By L. PIERCE CARSON, Register Staff Writer | Posted:
Thursday, February 4, 2010
The deafening applause and cheers resounding
throughout the valley late Sunday afternoon were not
prompted by a celebration of runaway offense on the ESPN
telecast of football’s annual Pro Bowl.
Rather, the clamor and spontaneous noisy acclaim came
at the conclusion of a decidedly brilliant, sweeping
performance of Tchaikovsky’s celebrated First Piano
Concerto by electrifying Pianist Valentina Lisitsa and a
vibrant Napa Valley Symphony Orchestra at Yountville’s
Lincoln Theater.
Not only did this radiant young soloist with flowing
blonde tresses and lightning-speed hands provide a rapt
symphony crowd with a robustly romantic performance of
the vastly popular Tchaikovsky piano concerto, for an
encore she knocked off a lovely, often dizzying reading
of Liszt’s “Hungarian Rhapsody No. 2.”
Helping the concert artist score high marks was an
astounding quarter-million-dollar Steingraeber concert
grand, on loan to the symphony from Berkeley’s R.
Kassman, purveyor of Europe’s best pianos. In fact, it
was a Steingraeber on which Liszt composed the encore
piece, because, as music lore has it, the Steingraeber
was the only piano of its time that the bombastic Liszt
couldn’t destroy.
An explosive player in the Romantic repertoire,
Lisitsa performs with an enormous sound and possesses
one of those techniques other pianists dream of. She has
been receiving rave reviews since her 1991 debut in the
United States, after fleeing her native Ukraine
following the breakup of the Soviet Union. She has
performed more than 30 concerti with such orchestras as
the Chicago Symphony, the New Zealand Philharmonic and
the Prague Chamber Orchestra. And as a soloist, Lisitsa
has played many of the world’s most prestigious concert
venues, including New York’s Carnegie Hall, Vienna’s
Musikverein and Amsterdam’s Concertgebouw.
Regally dressed in a black velvet and taffeta gown,
Lisitsa displayed an unerring dynamic sense in her wine
country debut. Soft passages were so delicate, one was
afraid to breathe, while Tchaikovsky’s chords thundered
effortlessly from her fingers.
The performance by Lisitsa and the orchestra had
prodigious virtuosity. After a commanding opening,
conductor and pianist found a perfect balance between
dynamism and gentle poetry. The Andantino had amazing
delicacy, with the central theme glittering like a night
sky full of shooting stars. The opening movement’s
cadenza, along with the closing moments of the finale,
resulted in gooseflesh-raising, all-out bravura one
would normally associate with someone like Vladimir
Horowitz.
Not only does Lisitsa offer poetic, sure-handed
readings of challenging works, she does so with blazing
virtuosity.

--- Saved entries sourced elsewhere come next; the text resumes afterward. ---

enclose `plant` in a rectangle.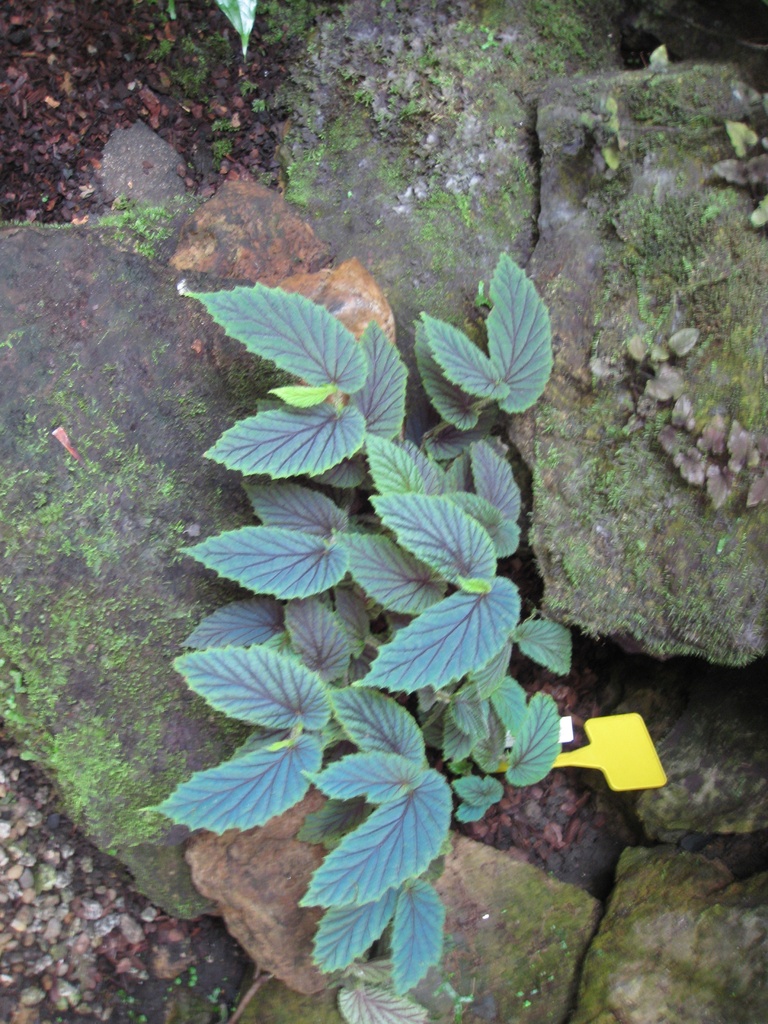
bbox=(93, 202, 163, 252).
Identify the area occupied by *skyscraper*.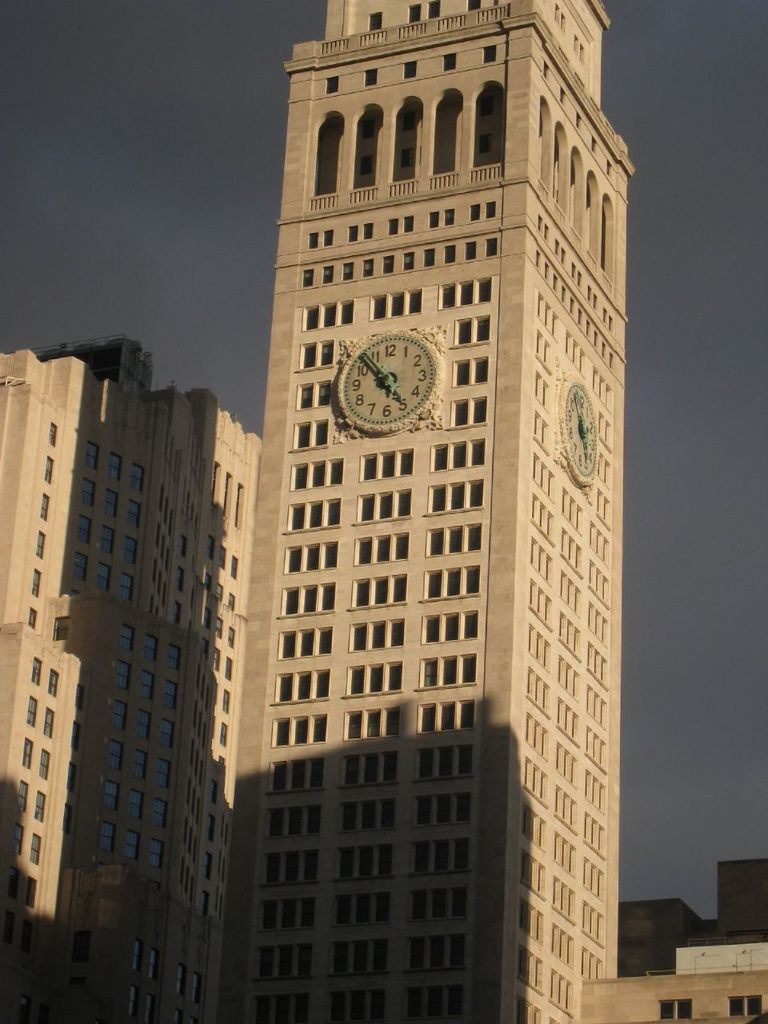
Area: [228, 22, 637, 893].
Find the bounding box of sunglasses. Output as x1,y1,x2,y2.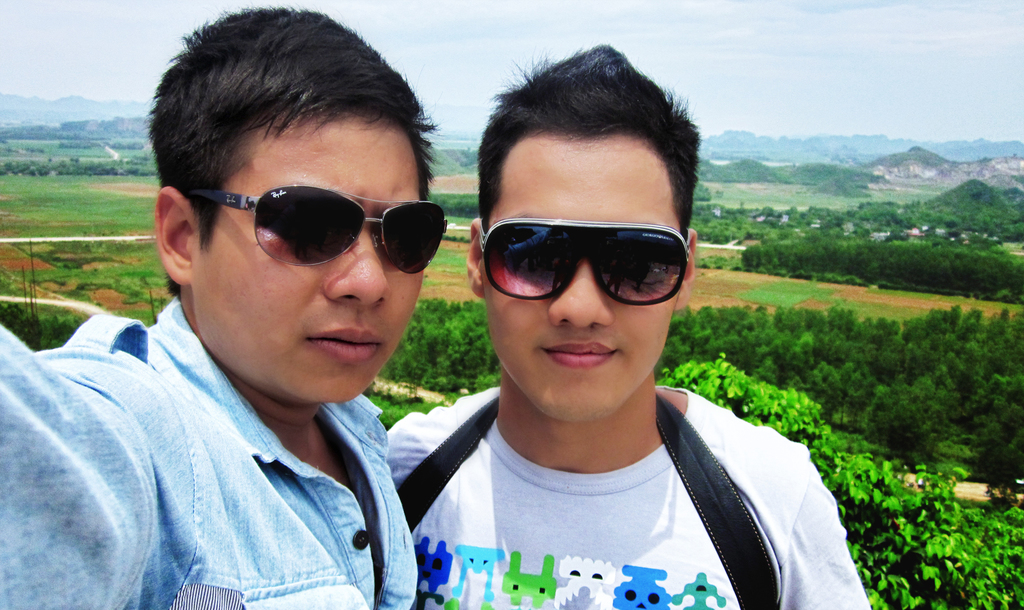
183,180,444,276.
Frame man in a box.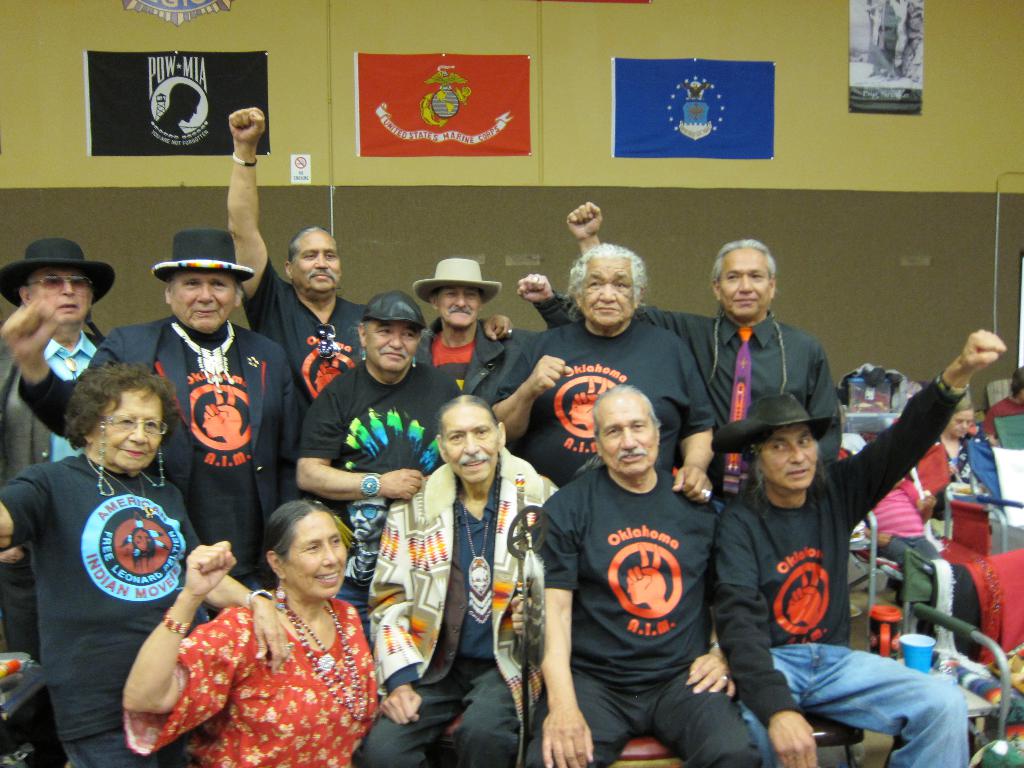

Following the Tchaikovsky and the Liszt
encore, Sunday afternoon’s audience was on its feet,
applauding and cheering this amazing young concert
artist. If she had continued to play, I suspect very few
would have left the auditorium much before bedtime.
With a polished performance from conductor Asher
Raboy and the orchestra, the first half of Sunday’s
concert will be recalled for some time to come as one of
the local orchestra’s most memorable events.
More Russian angst
In a concert that spotlighted works from Russians,
Dimitri Shostakovich’s highly imaginative “Symphony No.
5” was the focus after intermission.
Shostakovich is one of the most striking composers of
the 20th century. Hampered for many years by the
political demands of Russia’s cultural commissars, his
elusive and deeply emotional music nevertheless has
considerable stature. He is a composer given to crude
humor, even savagely raucous pages that puzzle listeners
when they follow long eloquent passages of extraordinary
beauty. Desperately intense, Shostakovich’s music at
times sounds anguished.
All of those forces come together in his Fifth
Symphony, which, according to maestro Raboy, is the
“most articulate” exposition of emotion ever put on
paper.
Shostakovich’s fifth symphony packs tremendous
emotional punch. It expresses the tragedy of life in the
Soviet Union during the Great Terror of the 1930s,
leading up to WWII. The work encapsulates the life of
the average Russian at the time, and reflects the
urgency of preparing for war to save the Motherland.
From the shock and turmoil of the opening to the gritty
resolve of the finale, it chronicles the struggle to
survive in the composer’s native country.
Very much in command, Raboy and the spirited
orchestra provided a vibrant, supple reading, very
moving in the Largo, which is the heart of the piece as
it is in so much of Shostakovich. Great solos and a
resonant brass section made for an impressive finale.
The Russian program is one subscribers will remember
for years to come.
And for those in the audience taken with the Liszt
encore from Lisitsa, the pianist indicated during
intermission she plans to record the work soon.